First question: Is this user or system documentation you are writing?

The requirements are much different for each one.
 
No, I am writing it for other developers.

What I have thought is with visio create the logic with Infaces and classes.

But then I have nothing.
 
alright, you're looking for system documentation, then. I'll see what I can remember from my days of writing it and might add more if I miss anything major. But the basic idea:

1) You're not looking to document the obvious - so you don't want to get too specific. You don't want anything too language specific either. Basically you are NOT necessarily documenting the logic of each program - if I can get the idea of something from looking at the program, then it's not worth documenting. You're looking to document the not-so-obvious in a way that any programmer will understand the system.

Example items to definitely document:
2) Data flows: How does data enter and exit the system? Does it come in from a file, terminal, etc? What path does it take to an exit (printer, file, offsite processor)? Which programs touch the data and in what ways do they touch it (input, processing, reporting?)?

3) Data descriptions: What does each field represent, in terms that are language neutral? In other words, what does the data field mean and how do I access it (again language neutral)? If it has some kind of code numbering, define all the codes and what they represent.

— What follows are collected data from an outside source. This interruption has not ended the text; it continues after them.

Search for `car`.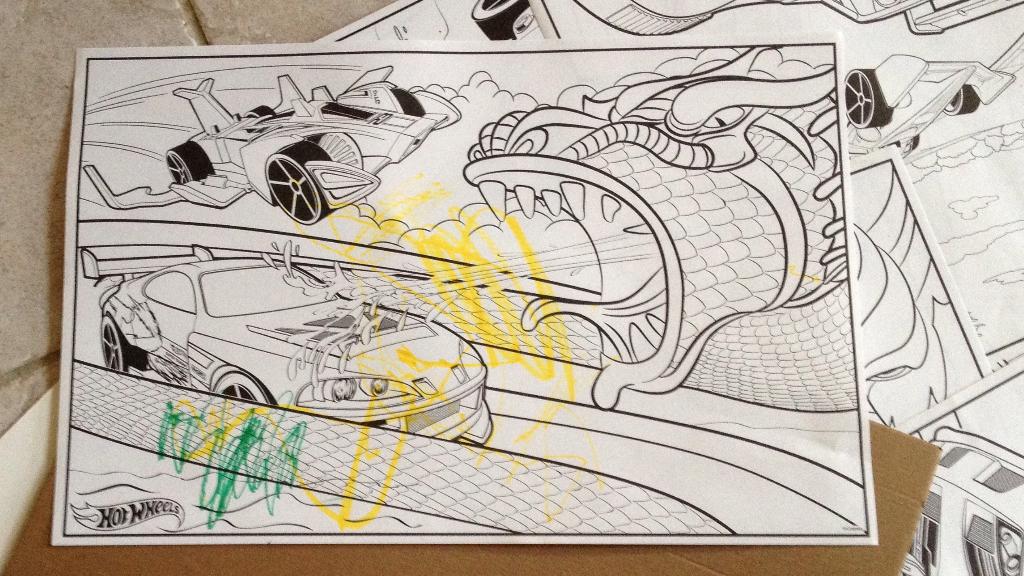
Found at [81, 74, 461, 225].
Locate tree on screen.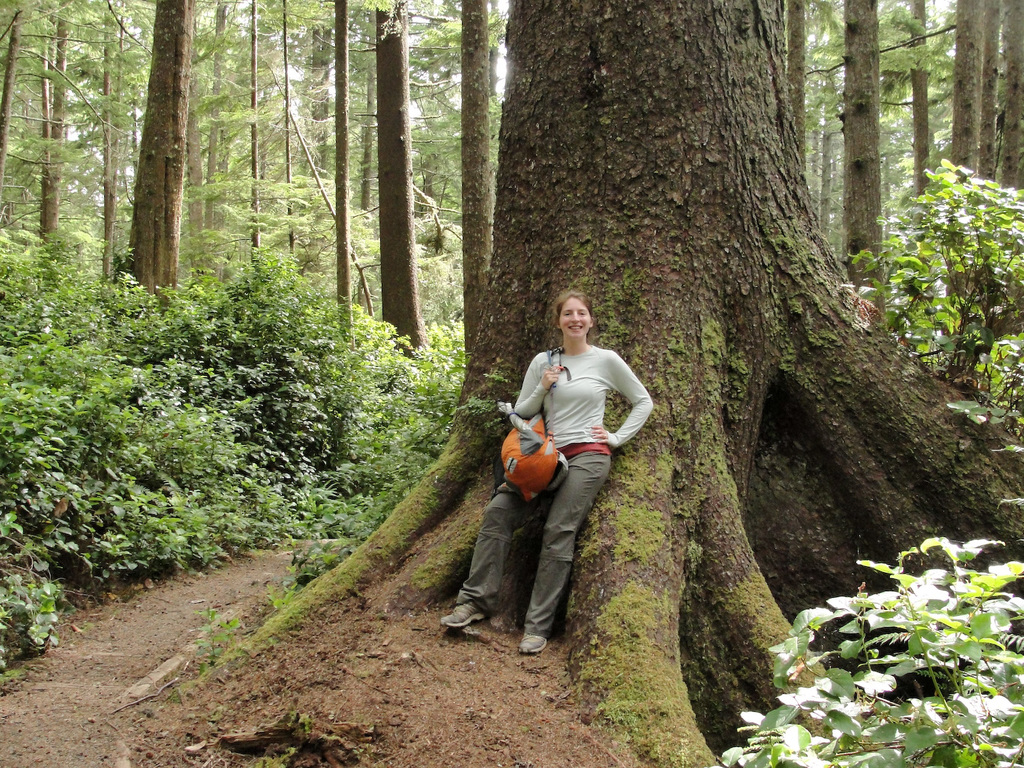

4) Workflow processing: Again in language neutral terms, what am I doing to the data at each step? What is the process involved in reporting the data at each step? This is as close to direct program documentation you will get in most cases, but again we want the non-obvious, not what can easily be figured out. Program 1 does A, B & C; Program 2 does E, F, and G, etc.

5) Program dependencies: What programs get called by other programs (DLLs, widely used in-house OBJects & LIBraries, standard utilities)? What data files are required at each step? What other resources are required for the program to work correctly (DB up and running, DB IDs, certain user ids, certain permissions, web server in the case of web apps, runtimes in the case of interpreted languages)?
This basically your system trouble-shooting section - your external requirements so the programs run properly.

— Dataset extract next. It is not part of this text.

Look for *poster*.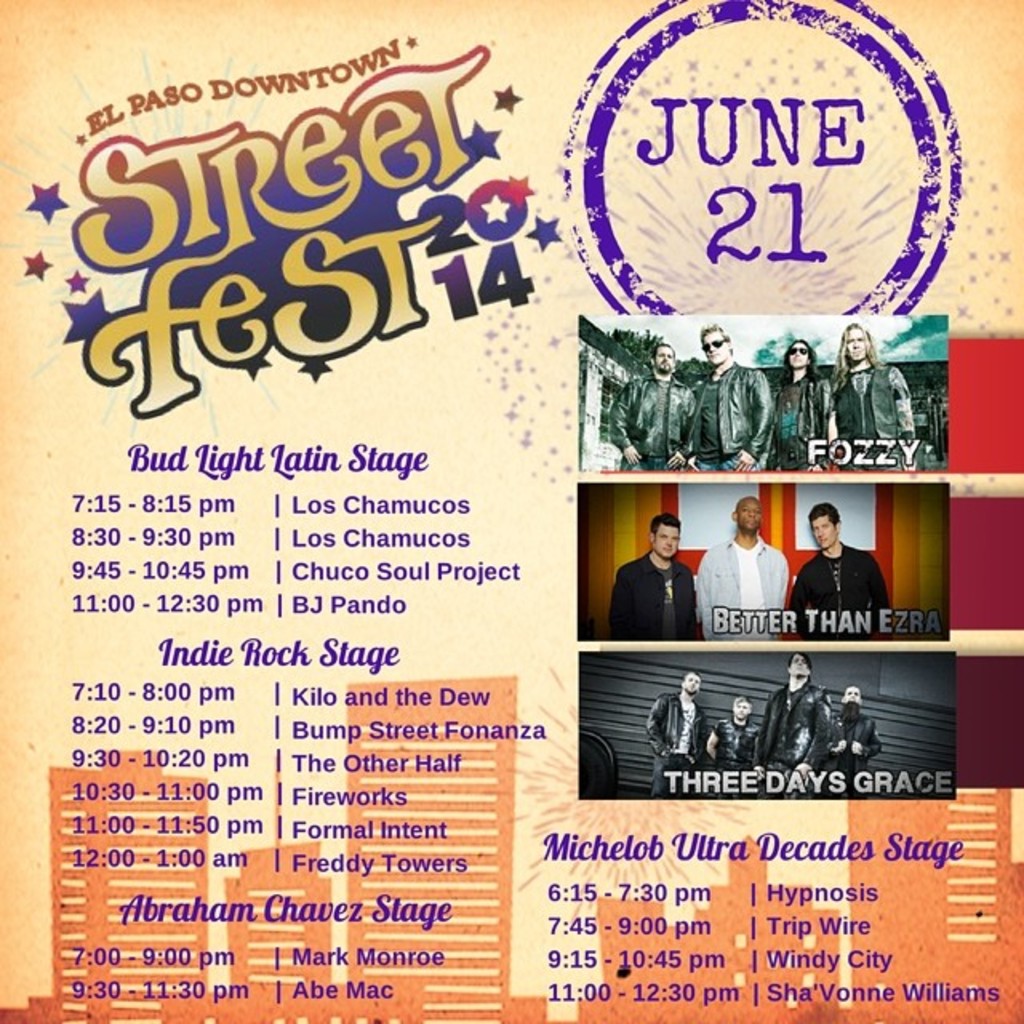
Found: <region>2, 0, 1022, 1022</region>.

6) Detail documentation: This is where you would document the specific program processes that would NOT be clear upon inspection of the program. You would not document specifically each step, but the things that are overly complex in logic (example: I did a couple of data-driven logic programs which required thorough documentation of logic because the function was not obvious to others) or requirements (example: edit checks on data). This should be very minimal in most cases.

Hope this helps you some.
 
And take a look at Sandcastle for class/function documentation. I've had decent success with it.

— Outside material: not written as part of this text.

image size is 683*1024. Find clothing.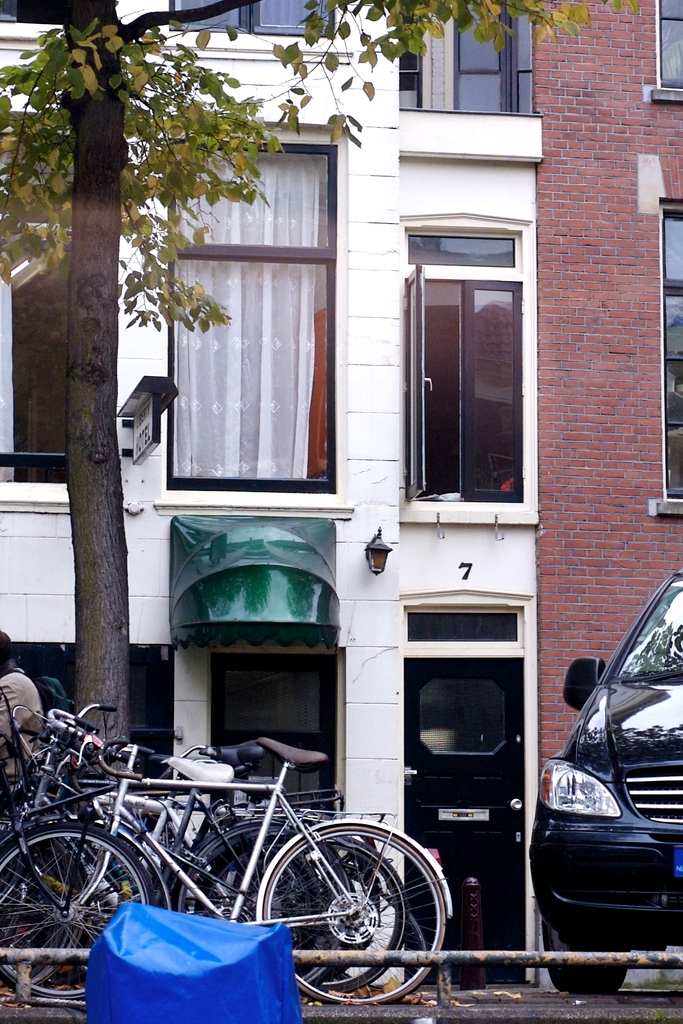
BBox(0, 667, 92, 895).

> MS has an initiative that looks promissing:

>


I vote for Sandcastle too. And of course the necessary companion:

Phil Hegedusich
Senior Programmer/Analyst
IIMAK
-----------
A virtual machine ate my accounting data. I transferred it to a physical box, then I beat it to smithereens with a sledgehammer. I feel better.
 
you're not making sense fill. Iy(s like you'r talkint to yourself ;-).

Christiaan Baes
Belgium

My Blog
 
If you are writing this documentation for other developers, I would also suggest putting some descriptive comments in your source code. Put a descriptive block at the beginning of each code module with a brief rundown of the purpose of the code module, a block at the beginning of each procedure/function to explain the purpose of the procedure/function, and then sprinkle in some one or tow liners to explain certain blocks of code or lines of code that may not be obvious.
 
Chrissie said:
you're not making sense fill. Iy(s like you'r talkint to yourself

A judicious use of the quote tag would have helped.

But, yes, I do talk to myself. And sometimes I answer back.
 
I think code of the application is well doucmented

AlexCause does CodeDoc works for vb.net?
 
I don't believe it does, I think that the website would say for sure.

You say the code is well documented. Is it done using the XML Comments (I think these were not added to VB.net until 2005?)